Question

I'm new to OpenTSDB. I somehow managed to install and configure OpenTSDB, but I don't know how to put data into OpenTSDB from client. Can anyone of you help me?

Was it helpful?

Solution

The short answer is that those "put name timestamp value [tags]" commands are the network protocol for adding data to OpenTSDB over TCP/IP. So from your Java program, you can open a TCP socket to the TSD port and start writing commands to add your data.

Obviously, that still leaves a lot of details an an excercise to the reader.

You didn't specify in your question how, or even if, you're collecting time series data that you want to store. How complicated it is to periodically push data into TSD from your application will depend on what you're doing there. If you're using the excellent Yammer/Coda Hale Metrics library to collect data (and in Java, there really isn't a slicker way to do it, that I know of)

Metrics includes a reporter interface with several implementations for other statistics repositories like Graphite and Ganglia. You can easily implement one for OpenTSDB (in fact, someone already has - I'm trying to find the pull request on github but failing; I'll update this when I find it).

OTHER TIPS

Have you read the getting started guide

You have several options. Once started, and metrics created via ./tsdb mkmetric mymetric.data_1 mymetric.data_2 , you can batch import files written in the form

metric_name timestamp value tags e.g.

mymetric.data_1 1295643636 48 a=foo

then you can ./tsdb import file

An other way is to "telnet" commands to the server in the same form as above, but with the put keyword, like echo "put mymetric.data_1 1295643636 48 a=foo" | nc -w 15 tsdHost tsdPort (linux way :-) )

Check out the OpenTSDB 2.0 documentation: http://opentsdb.net/docs/build/html/ This will provide better insight in adding data into openTSDB. Moreover, openTSDB2.0 has HTTP api to put data.

You can read Input Methods in the documentation. Also I find it useful for me to read Data Specification, to understand what every time series consists of.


Problem ▸
Show every line from the entries that follow which holds the word "Image".

Data about app and page elements:
-------------------------

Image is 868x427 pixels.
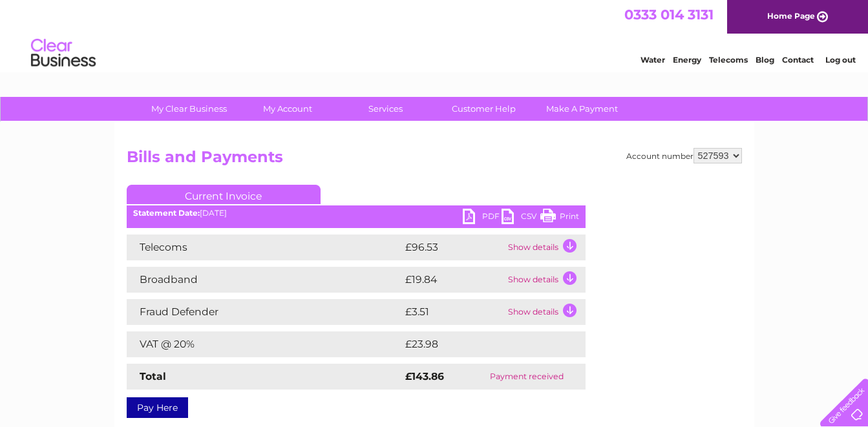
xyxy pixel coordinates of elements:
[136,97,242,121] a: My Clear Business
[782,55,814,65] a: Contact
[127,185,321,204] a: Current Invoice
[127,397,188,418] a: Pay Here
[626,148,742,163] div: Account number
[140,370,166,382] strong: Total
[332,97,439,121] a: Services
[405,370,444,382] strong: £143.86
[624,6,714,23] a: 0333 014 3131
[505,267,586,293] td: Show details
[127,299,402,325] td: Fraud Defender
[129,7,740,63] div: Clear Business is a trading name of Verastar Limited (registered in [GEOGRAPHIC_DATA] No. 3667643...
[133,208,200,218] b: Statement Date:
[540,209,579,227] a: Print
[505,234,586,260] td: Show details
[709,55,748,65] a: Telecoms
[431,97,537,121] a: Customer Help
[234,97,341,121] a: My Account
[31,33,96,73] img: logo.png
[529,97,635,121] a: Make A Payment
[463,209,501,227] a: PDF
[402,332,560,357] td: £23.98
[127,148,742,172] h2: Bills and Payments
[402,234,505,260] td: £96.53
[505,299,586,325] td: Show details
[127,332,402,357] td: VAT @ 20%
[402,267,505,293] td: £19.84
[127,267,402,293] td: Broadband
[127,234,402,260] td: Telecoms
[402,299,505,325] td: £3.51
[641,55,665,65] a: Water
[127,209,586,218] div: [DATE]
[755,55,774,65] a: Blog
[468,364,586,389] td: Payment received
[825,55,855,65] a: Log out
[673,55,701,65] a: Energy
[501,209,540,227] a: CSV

-------------------------

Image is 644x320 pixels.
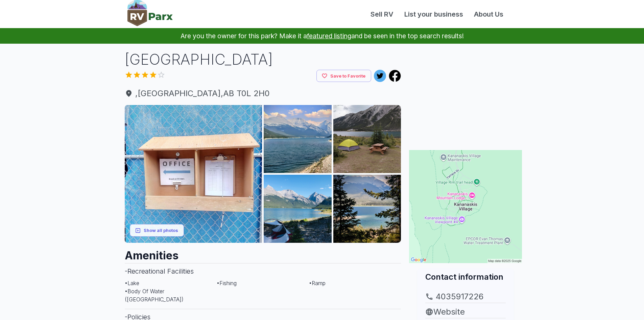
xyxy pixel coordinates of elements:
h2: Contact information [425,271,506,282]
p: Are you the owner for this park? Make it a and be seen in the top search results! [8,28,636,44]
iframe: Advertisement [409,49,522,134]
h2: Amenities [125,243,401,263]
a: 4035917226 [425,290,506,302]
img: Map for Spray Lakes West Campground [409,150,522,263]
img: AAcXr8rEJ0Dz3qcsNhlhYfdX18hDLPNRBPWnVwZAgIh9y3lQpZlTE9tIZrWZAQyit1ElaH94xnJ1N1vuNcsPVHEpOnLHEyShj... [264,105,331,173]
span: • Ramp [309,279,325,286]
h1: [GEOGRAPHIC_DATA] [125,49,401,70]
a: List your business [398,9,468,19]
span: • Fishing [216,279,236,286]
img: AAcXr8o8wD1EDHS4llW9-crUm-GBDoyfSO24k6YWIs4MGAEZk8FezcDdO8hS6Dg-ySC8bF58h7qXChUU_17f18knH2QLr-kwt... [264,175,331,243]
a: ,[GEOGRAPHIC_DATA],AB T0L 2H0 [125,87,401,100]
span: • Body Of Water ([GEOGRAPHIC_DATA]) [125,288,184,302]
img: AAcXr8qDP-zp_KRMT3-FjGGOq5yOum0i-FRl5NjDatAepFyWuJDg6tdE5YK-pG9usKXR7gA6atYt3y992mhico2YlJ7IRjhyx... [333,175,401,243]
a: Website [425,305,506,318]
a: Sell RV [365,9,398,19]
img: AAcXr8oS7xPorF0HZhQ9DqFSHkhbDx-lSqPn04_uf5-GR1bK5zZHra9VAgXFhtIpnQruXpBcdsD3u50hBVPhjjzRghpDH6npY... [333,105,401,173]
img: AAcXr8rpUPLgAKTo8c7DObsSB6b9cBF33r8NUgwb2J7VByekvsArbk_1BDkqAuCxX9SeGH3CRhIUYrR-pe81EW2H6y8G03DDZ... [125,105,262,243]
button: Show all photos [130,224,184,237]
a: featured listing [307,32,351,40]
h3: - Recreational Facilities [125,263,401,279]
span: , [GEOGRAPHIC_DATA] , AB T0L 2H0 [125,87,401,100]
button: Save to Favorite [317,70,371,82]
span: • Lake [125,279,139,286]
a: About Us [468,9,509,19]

-------------------------

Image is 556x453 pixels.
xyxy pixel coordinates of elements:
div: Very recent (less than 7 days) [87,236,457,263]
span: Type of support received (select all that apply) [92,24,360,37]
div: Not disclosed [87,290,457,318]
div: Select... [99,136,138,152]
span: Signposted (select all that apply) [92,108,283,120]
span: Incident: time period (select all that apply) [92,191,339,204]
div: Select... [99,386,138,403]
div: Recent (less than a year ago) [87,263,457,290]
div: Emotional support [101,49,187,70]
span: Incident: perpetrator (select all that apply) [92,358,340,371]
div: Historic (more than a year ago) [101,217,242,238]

-------------------------

Finished task ▸
Image is 868x427 pixels.
Image is 644x320 pixels.
Image is 556x453 pixels.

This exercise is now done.